It was a cute use of the mechanics, yeah. Though for the most part the core Templar/Assassin thing is fairly arbitrary other than the game wanting to paint the Templars as vaguely worse than the Assassins.
Eleven games in and it still seems mostly determined to paint people as inherently fairly shitty and corrupt and the Templars and Assassins as two sides of a deeply unpleasant and bloody coin, fighting each other mostly because it is in their nature to do so more than for the sake of the broader ideals they hide behind.
Similarly, eleven games in and the explanation for the importance of these various magical artifacts is just that aliens did it, and they were just as garbage as everyone else. 
It’s a very narrow-minded series, with occasional bursts of humanity in the historical tales. I just remembered I played a decent chunk of Unity, too, which I was apparently in a hurry to forget–I would guess it is the series at it’s most Everyone Is Bad as it leans pretty hard into loyalist sympathies to contort the story into its ultimate shape, keep the revolution as much to the sidelines as possible, and have some kind of cooperative animosity between Arno and Elise.
I think what I liked most about the story in Origins is that it’s dismal thematic baggage felt less nihilistic and more personal.
We see two parents spiral away from each other as they grieve in an action hero sort of way.

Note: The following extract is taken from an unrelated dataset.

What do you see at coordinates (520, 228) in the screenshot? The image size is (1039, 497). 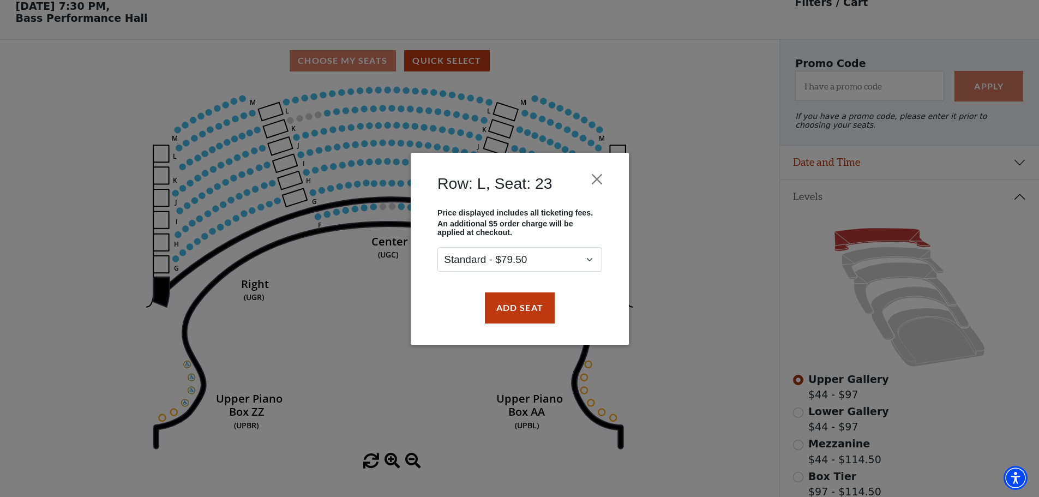 I see `p: An additional $5 order charge will be applied at checkout.` at bounding box center [520, 228].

It’s a bit of a weird have-their-cake-and-eat it framing, as the core fun of the game is doing the things that break the characters down and ultimately cause them to disappear into their new professional mantles of mask and blade … but as such bait-and-switch themes in action games go, I felt it was reasonably well performed and portrayed and it’s a real shame the game is so long with so much stuff expanding in the middle of that relatively simple tale.
I think Origins is also the weird Ancient Aliens stuff at its finest, blending Bayek’s religion, the occupation of the greek dynasty, and the supernatural sci-fi together in a way that hits Bayek’s journey head-on in how it pulls at his motivations and insecurities.
It’s not brilliant storytelling, but it’s definitely my favorite of the AC games I’ve played.